The course offers a program for the development of unique audiovisual projects at the intersection of cinema, art and visual anthropology. Structured in theoretical-practical sessions of collective feedback and individual monitoring in an inclusive environment, the course also proposes an integrated understanding of the artist's autonomy through the approach of the challenges and possibilities that shape artistic practice in contemporary contexts.
SCHEDULE
June 13, 14, 20 and 21, 2025
Friday
18:00-21:00
Saturday
10:00-18:00
DURATION
22 hours | 4 sessions
LOCAL
School of Arts – Universidade Autónoma de Lisboa (Campo de Ourique)
Collective feedback sessions;
Individual monitoring;
Development of laboratory practices;
Technical-artistic support;
Viewing and accompanied reading sessions*.
* In partnership with Cinema Círculo
FEES
175,00 €
ACCESS CONDITIONS
No access conditions.
REGISTRATIONS
Number of vacancies: 15
The course will only take place with a minimum number of registered students.

Salomé Lamas is a Portuguese filmmaker, visual artist and educator. Over the past fifteen years and with a constant production of more than thirty projects, Salomé Lamas' work has been contextualized in visual culture, artistic studies and film studies, exhibited and distributed internationally in the areas of cinema (cinema theaters, festivals, VOD streaming) and contemporary art (galleries, museums, art fairs, biennials).
He has been developing an artistic practice that explores the relationship between representation and the narrative power of social reality, proposing something different. Around, but not beyond, the real: beyond, but not short of, the fictional.
To address the efforts to expand this interstice, she refers to her work as parafictions of critical media practice. With a mixed background in film and visual arts, and a research informed by a critical, transnational and subjective epistemology, focused on the possibilities opened up by ecological thinking, as well as on the connection between artistic praxis, economic and aesthetic mutations and contemporary philosophy, she has been challenged to follow a single orientation or to combine them in her action as an artist/director, but also as an educator, in various contexts, levels and geographies.
The multidisciplinary nature of her artistic work continually challenges the boundaries of visual narrative to foster critical dialogues that engage audiences with the intricacies of human experience and broader social dynamics, centered on migration, postcolonialism, and the critique of capitalism. This research-based practice perpetuates a legacy of intellectual inquiry and artistic innovation and critically addresses the social and economic roles of media production, across the development, production, exhibition, distribution, and archiving stages, with output ranging from films, audiovisual installations, and publications.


**THE PROBLEM:**
Repeat the data exactly, please; no pictures belong in the copy.

[[ LISTED RECORDS open ]]

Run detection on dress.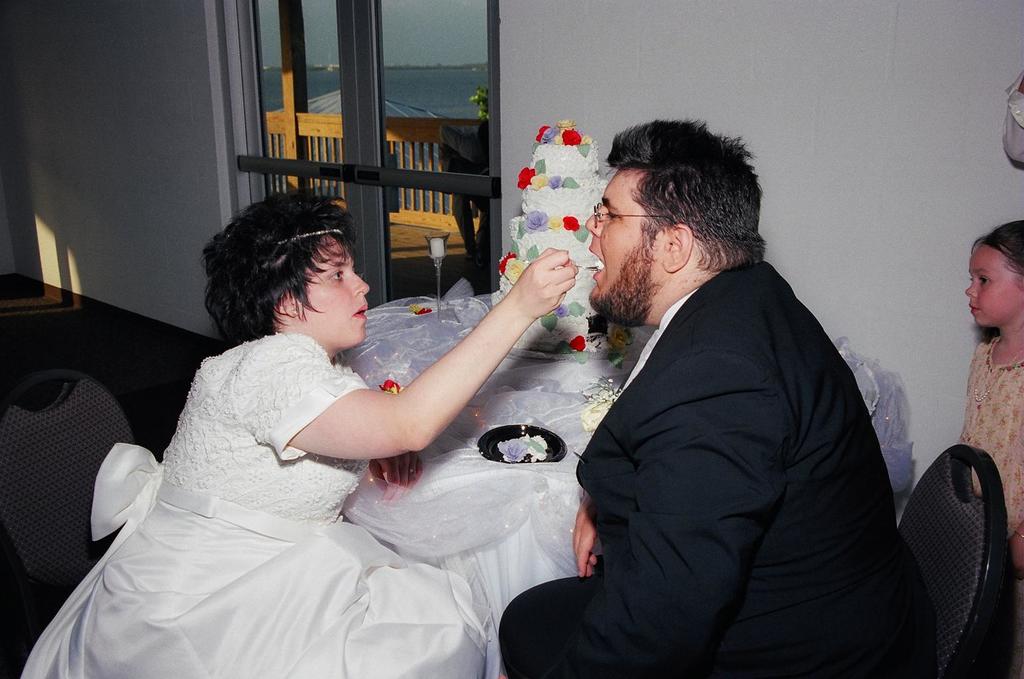
Result: select_region(958, 338, 1023, 678).
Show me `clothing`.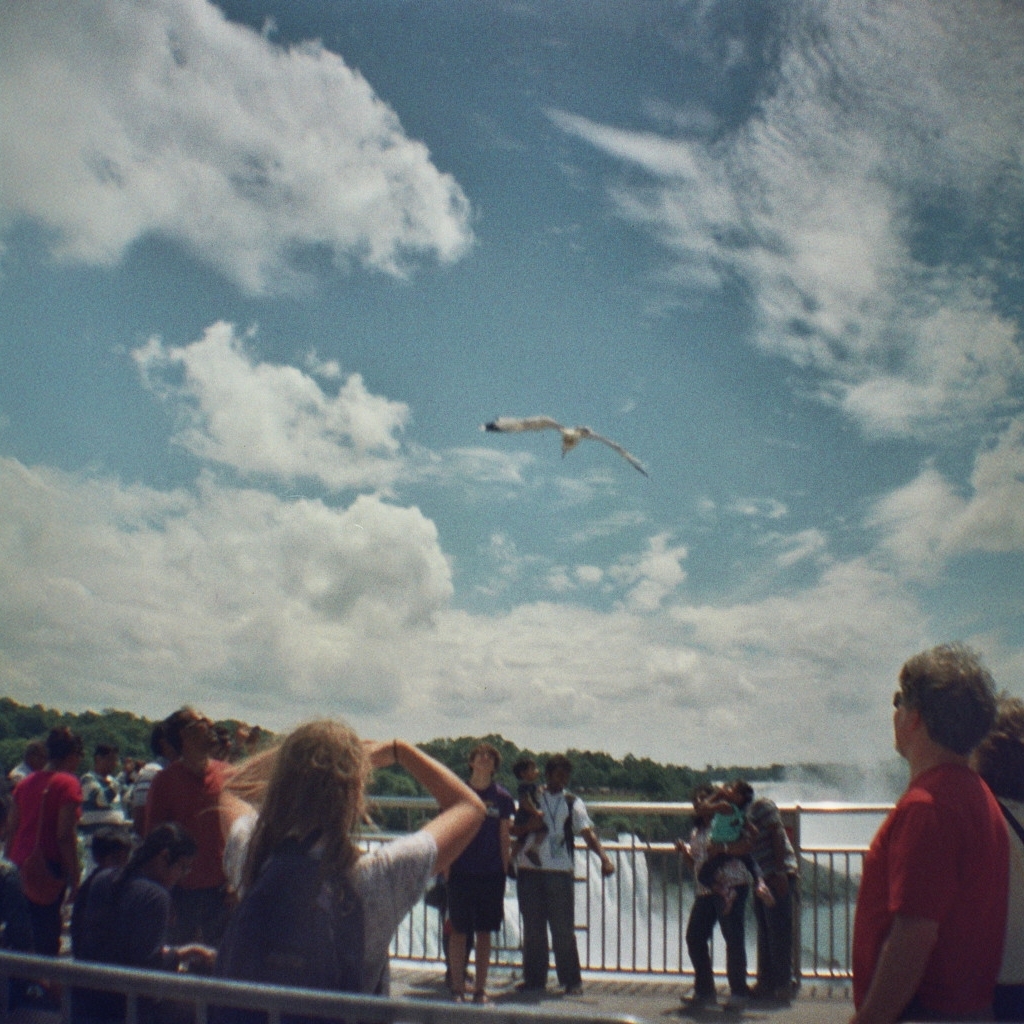
`clothing` is here: [680,824,753,990].
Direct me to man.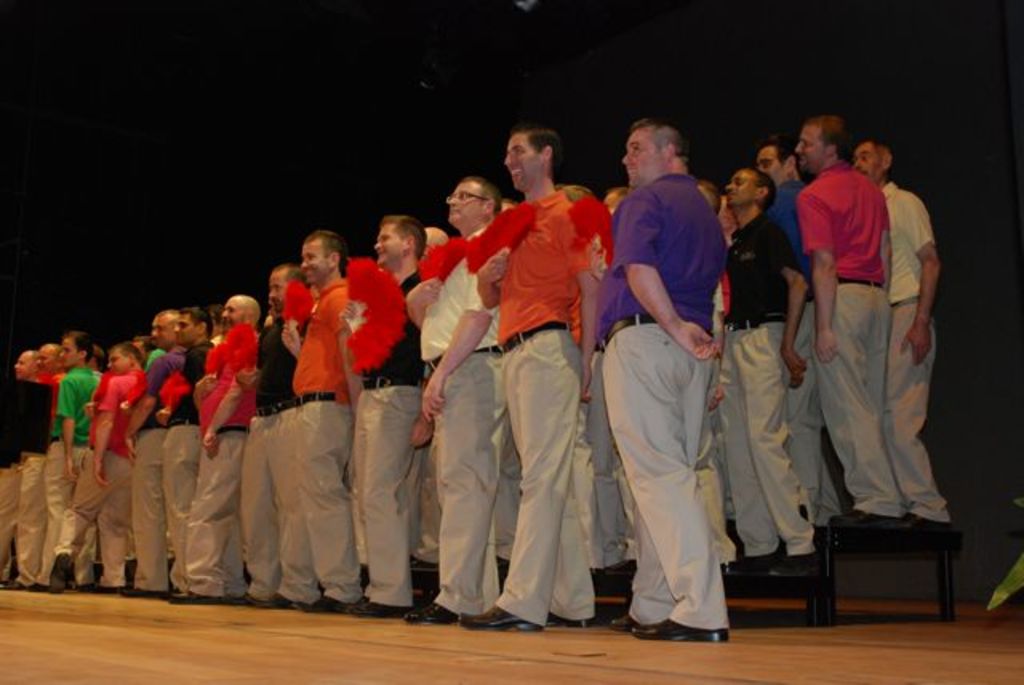
Direction: bbox(587, 110, 747, 664).
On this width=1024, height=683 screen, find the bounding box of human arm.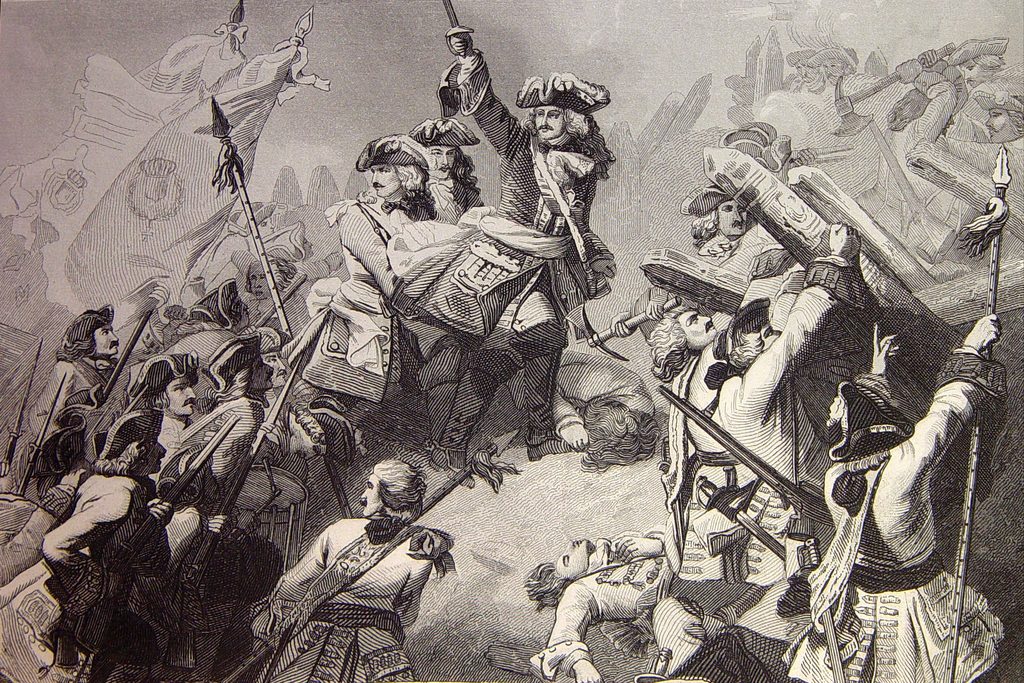
Bounding box: rect(741, 219, 862, 425).
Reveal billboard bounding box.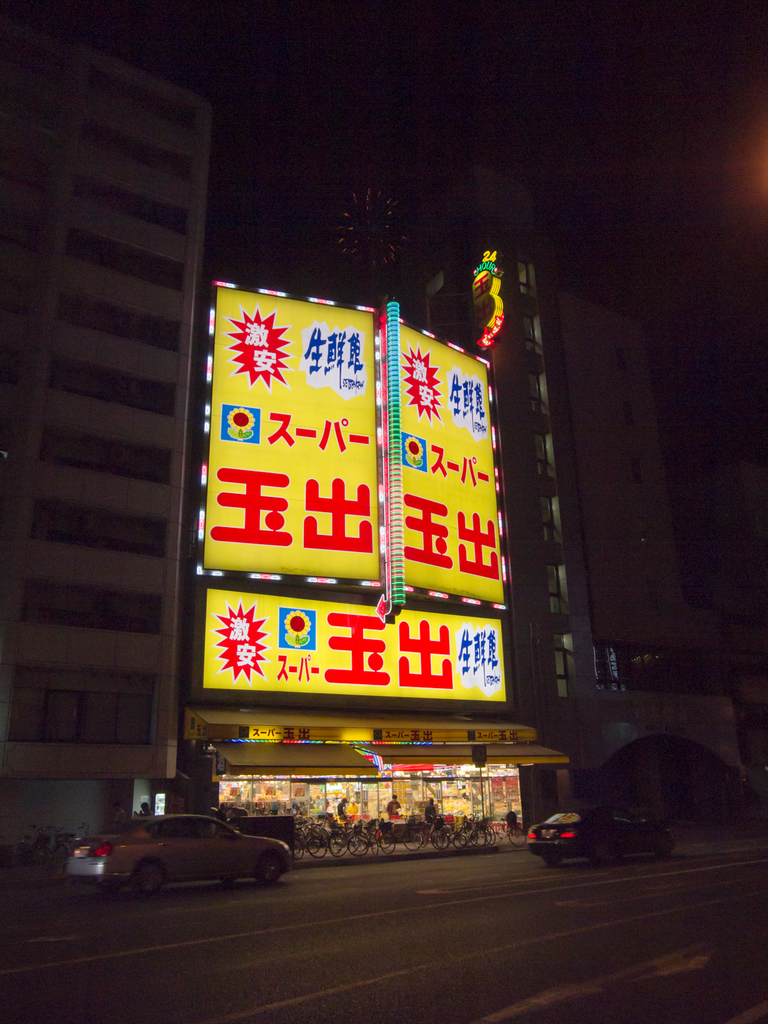
Revealed: x1=208 y1=584 x2=492 y2=753.
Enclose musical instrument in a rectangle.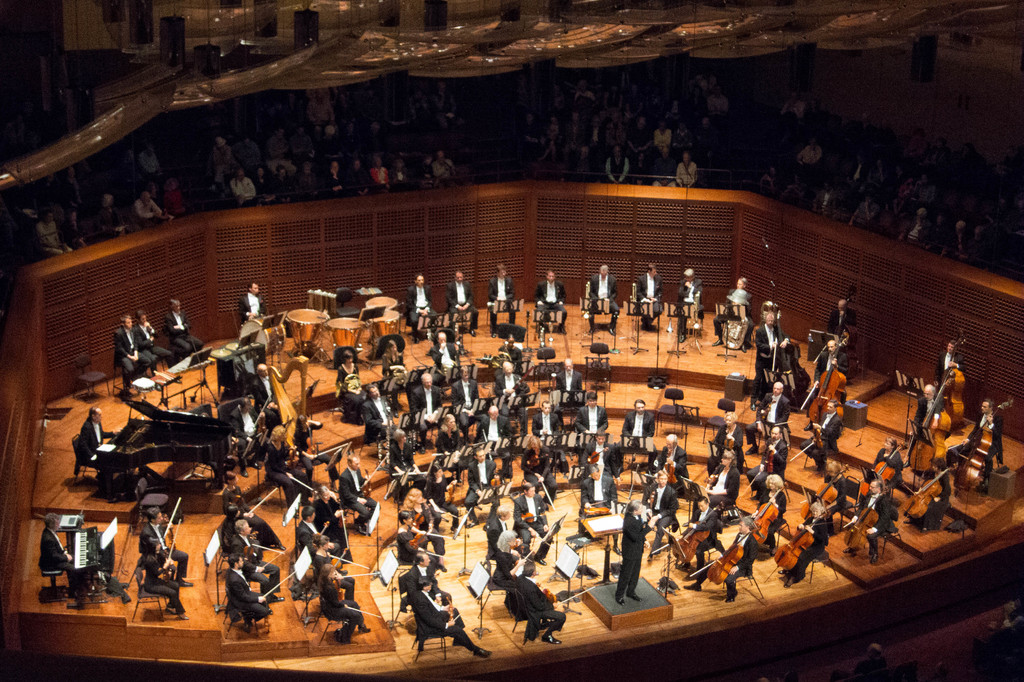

[[ LISTED RECORDS closed ]]

**RESULT:**
Run detection on dress.
Result: select_region(958, 338, 1023, 678).
Show me `clothing`.
`clothing` is here: [680,824,753,990].
Direct me to man.
Direction: bbox(587, 110, 747, 664).
On this width=1024, height=683 screen, find the bounding box of human arm.
Bounding box: rect(741, 219, 862, 425).
Reveal billboard bounding box.
Revealed: x1=208 y1=584 x2=492 y2=753.
Enclose musical instrument in a rectangle.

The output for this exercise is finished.